In the 90s, Grzegorz Przyborek’s style of photography took a new direction, continuing however his earlier achievements from the second half of the 80s. Many photographs are reminiscent of his surreal inspirations(for example Man Ray) plus mainly “surreal objects”. A yearly scholarship sponsored by the French government in the School of Photography in Arles in 1990 had a great impact on the artist’s work during that period. The artist attaches a lot of importance to initially making a very faithful drawing and then in a verist way, photographing most often complicated arrangements comprising of objects, ropes, stones etc.
The series entitled Civilisations (1992-93) and Europa Hotel are his personal interpretation of political events (the collapse of Yugoslavia and the resulting genocide) plus his belief in the possibility of the spiritual salvation of art and the world. This can be seen especially in the work Maintainting sense of the Creation of the World (1994) which has a para-religious meaning, with an image of a hand in the centre and reminiscence of a disappearing Crucifixion, which is a symbol of Christianity. In 1996 he created a series entitled Thanatos (in both a black and white and colour photography version) which illustrated a universal sign of death, but with hidden personal references, in the shape of three-dimensional sculptures exhibited together with photographs. Death appeared in a male and female form of a more or less demonic mannequin, also with references to modernist ideas.
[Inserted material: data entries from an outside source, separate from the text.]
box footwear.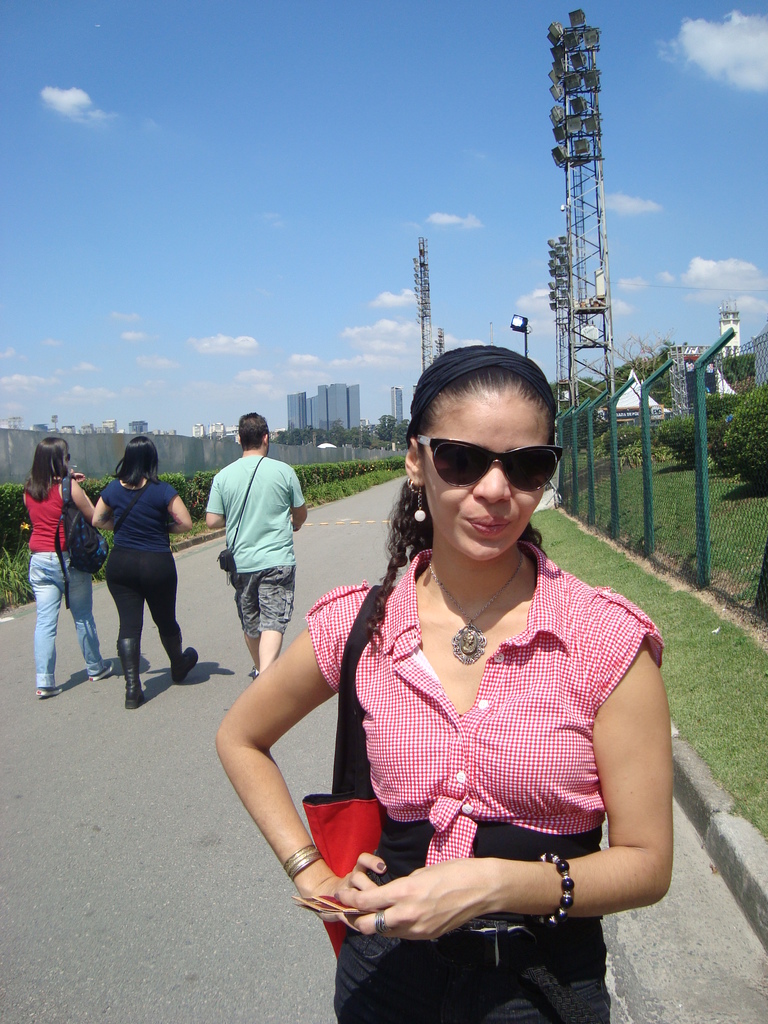
BBox(93, 668, 118, 682).
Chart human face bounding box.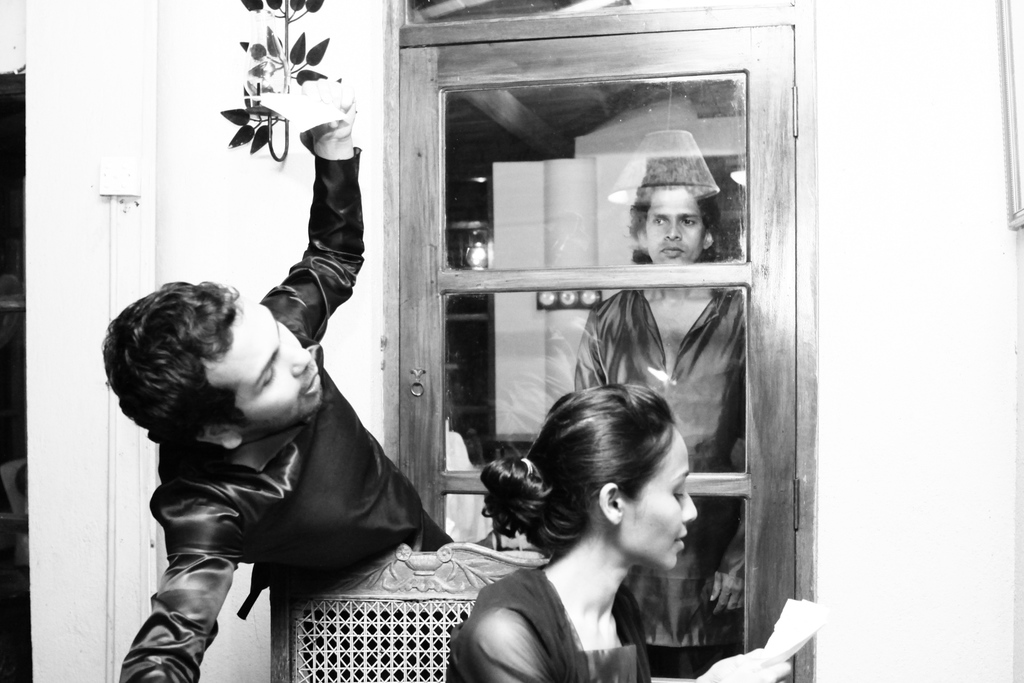
Charted: {"left": 625, "top": 423, "right": 699, "bottom": 568}.
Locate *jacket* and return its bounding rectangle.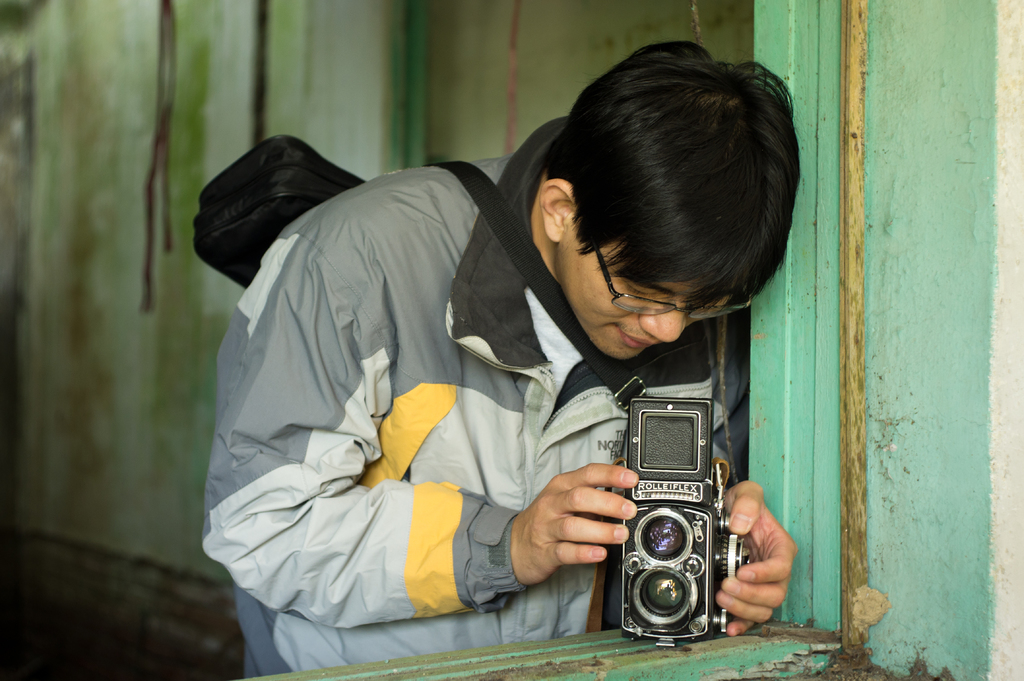
crop(198, 116, 725, 677).
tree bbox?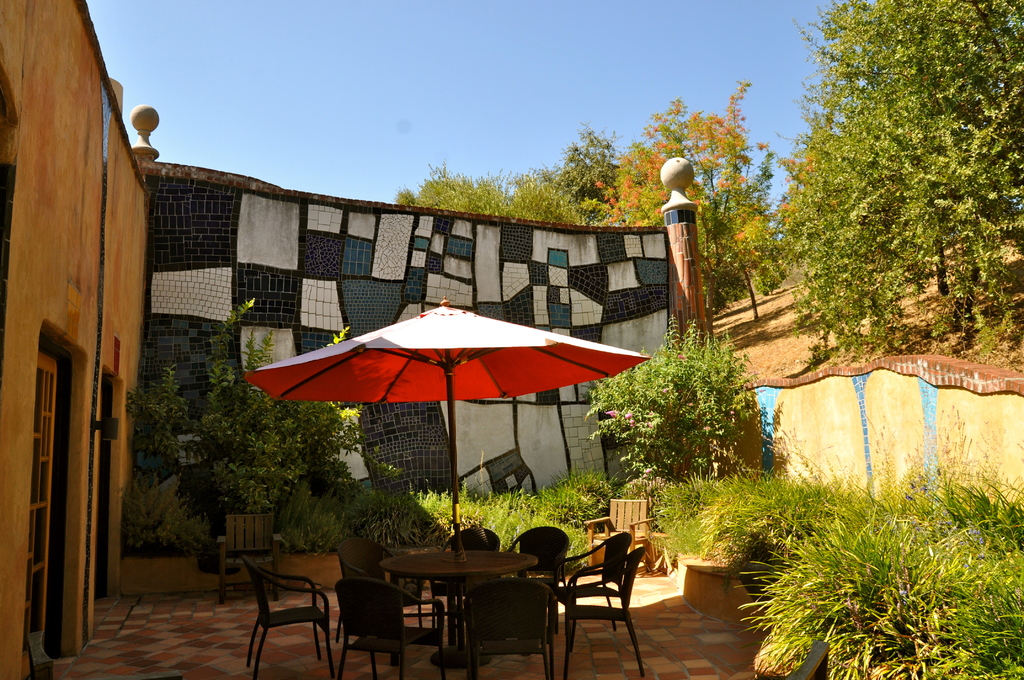
bbox=[389, 163, 520, 219]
In the first decade of 21st century he created just a few works. The most important is the series Cantus lamentus (2010) in which the artist continues to warn against growing dehumanisation and infatuation with pop culture. His art was confronted by similar artists during the exhibition Archetype of photography. Joachim Froese, Ken Matsubara, Grzegorz Przyborek (CCA Łaźnia, Gdańsk 2010). The artist said about the role and specifics of the medium of photography: Photography gave me the possibility of relating to a world which exists independently, through another dimension and time. Colloquially one says that photography is a mirror of reality or its reflection, but that would mean treating it literally. In my opinion it has nothing to do with reality as we perceive it. Photography gave us a freedom the possibility of using 3D elements or real elements in space, which is in my understanding, the staging and creating of a certain sphere of expression, free from manual gesture or the trace that an artist leaves on a painting.1
While analysing Przyborek’s output in drawing, sculpture or the final effect of his work – that is “staged photography” (on the border of photography, drawing and sculpture) I think that the most interesting elements are the photographs in which 3D sculptures are connected with problems of a specifically photographic nature (light, foreshortening of perspective, illusionist effects). Since late 90s the artist occasionally produces computer graphics which continue his photographic concerns. In his artistic development very important times were the 90s, when the artist revived Mediterranean religious myths making reference to the most important ethical and philosophical issues.
1. G. Przyborek [in conversation with K. Jurecki], in: K. Jurecki and K. Makowski,Słowo o fotografii, Łódź 2003, 212.